I guess I don't see how this helps the client much, because you can get
interop failures even when there is a conneg string for each recipient.

It helps the client because it can now distinguish between temporary and
permanent conneg failures.

granted it's necessary for the client to be able to do that, but my point
is that having the server report conneg faliures in the RCPT status code
doesn't relieve the client of the necessity to detect other conditions
resulting from valid conneg strings that can cause delivery failure.
it's not as if the client can rely only on the response code to determine
how to handle the message.

Sure, but it is only useful to treat such failures as permanent.

So it seems that the proposal could be usefully simplified  by removing 
the
OPTIONAL vs REQUIRED flag from the CONNEG parameter, and having the server
report back the CONNEG status (yes, no, or tempfail) as part of the
response rather than in the reply/status codes.

That would also work, but I don't think it is a useful simplification 
because
it creates even more instances where the command succeeded but the client
needed for it to fail. The server side of this is trivial either way.
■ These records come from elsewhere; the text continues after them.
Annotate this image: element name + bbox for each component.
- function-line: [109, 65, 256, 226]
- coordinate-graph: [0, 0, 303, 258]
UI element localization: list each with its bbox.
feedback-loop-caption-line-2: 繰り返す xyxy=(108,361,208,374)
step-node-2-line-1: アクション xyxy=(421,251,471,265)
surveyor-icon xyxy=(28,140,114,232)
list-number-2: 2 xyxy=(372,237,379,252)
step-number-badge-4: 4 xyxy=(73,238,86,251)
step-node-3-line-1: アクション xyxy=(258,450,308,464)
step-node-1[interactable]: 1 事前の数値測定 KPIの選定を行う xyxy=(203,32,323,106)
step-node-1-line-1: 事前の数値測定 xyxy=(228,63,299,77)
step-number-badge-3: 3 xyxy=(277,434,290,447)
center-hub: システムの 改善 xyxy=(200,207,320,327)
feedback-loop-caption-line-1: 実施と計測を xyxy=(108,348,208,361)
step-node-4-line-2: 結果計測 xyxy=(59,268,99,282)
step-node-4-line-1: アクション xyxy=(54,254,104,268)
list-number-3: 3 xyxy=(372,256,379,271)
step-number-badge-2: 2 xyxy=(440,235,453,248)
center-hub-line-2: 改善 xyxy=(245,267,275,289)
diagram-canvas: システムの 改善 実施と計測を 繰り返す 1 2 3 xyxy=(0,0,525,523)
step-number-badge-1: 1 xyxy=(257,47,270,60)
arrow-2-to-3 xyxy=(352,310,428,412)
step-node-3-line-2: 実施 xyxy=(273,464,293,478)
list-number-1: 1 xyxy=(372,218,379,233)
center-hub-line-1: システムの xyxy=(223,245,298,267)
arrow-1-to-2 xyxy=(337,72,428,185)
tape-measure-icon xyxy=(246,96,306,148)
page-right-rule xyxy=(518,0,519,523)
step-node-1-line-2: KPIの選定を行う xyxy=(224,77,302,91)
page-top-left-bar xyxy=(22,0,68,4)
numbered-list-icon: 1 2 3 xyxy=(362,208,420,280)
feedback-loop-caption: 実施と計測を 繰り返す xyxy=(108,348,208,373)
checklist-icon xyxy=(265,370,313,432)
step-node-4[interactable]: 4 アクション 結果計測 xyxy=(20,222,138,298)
what it accomplishes is to clearly separate different potential sources of
failure into different indications.  a RCPT status codes indicating failure
would mean that the server has a problem with sending the message to the
recipient, as distinct from failures caused by the client's inability
or unwillingness to deliver the message to the recipient based on the
server's conneg report for that recipient.

I remain unconvinced that this is a useful distinction. What REQUIRED says is
"I absolutely require CONNEG info and as such a failure to have it is the same
to me as any other sort of failure and should be responded to accordingly".

right now we have the situation where the server is essentially being asked
to report an error (and an error code) which is really happening on the 
client.
the server doesn't know the reason that the client doesn't want to deliver
the message to the recipient, and it shouldn't be expected to report the
error (or the enhanced status code) in the absence of such knowledge.

I guess this is a valid assessment, but somehow it doesn't offend me
the way it offends you.

that, and once we've established that it's okay to use RCPT to request
information about the recipient's UA capabliities and preferences,
it's hard to imagine that there won't be a demand to use RCPT to request
other information about the recipient's UA or preferences, such as
whether the recipient will honor MDN requests, what languages the
recipient can read, whether the recipient wants to opt-out of spam,
whether the recipient supports vendor-proprietary extension FOO, etc.
(I didn't say that I liked all of these ideas, just that these are
obvious uses of a facility that lets you query UA capabilities.
OTOH I do like some of them.)

Language preferences are, I believe, already defined as something you can get
out of feature algebra.


and if we go down that path we might really regret having allowed CONNEG
to alter the RCPT reply code.

Why? If the client doesn't want CONNEG to alter the status all it has to do is
use OPTIONAL rather than REQUIRED. Again, REQUIRED implies that the client is
willing to treat different sorts of failures in the same way.

Again, I think a means of distinguishing conneg material in the response is a
good idea and I'm not opposed to eliminating REQUIRED. But really don't believe
REQUIRED causes the problems you think it does.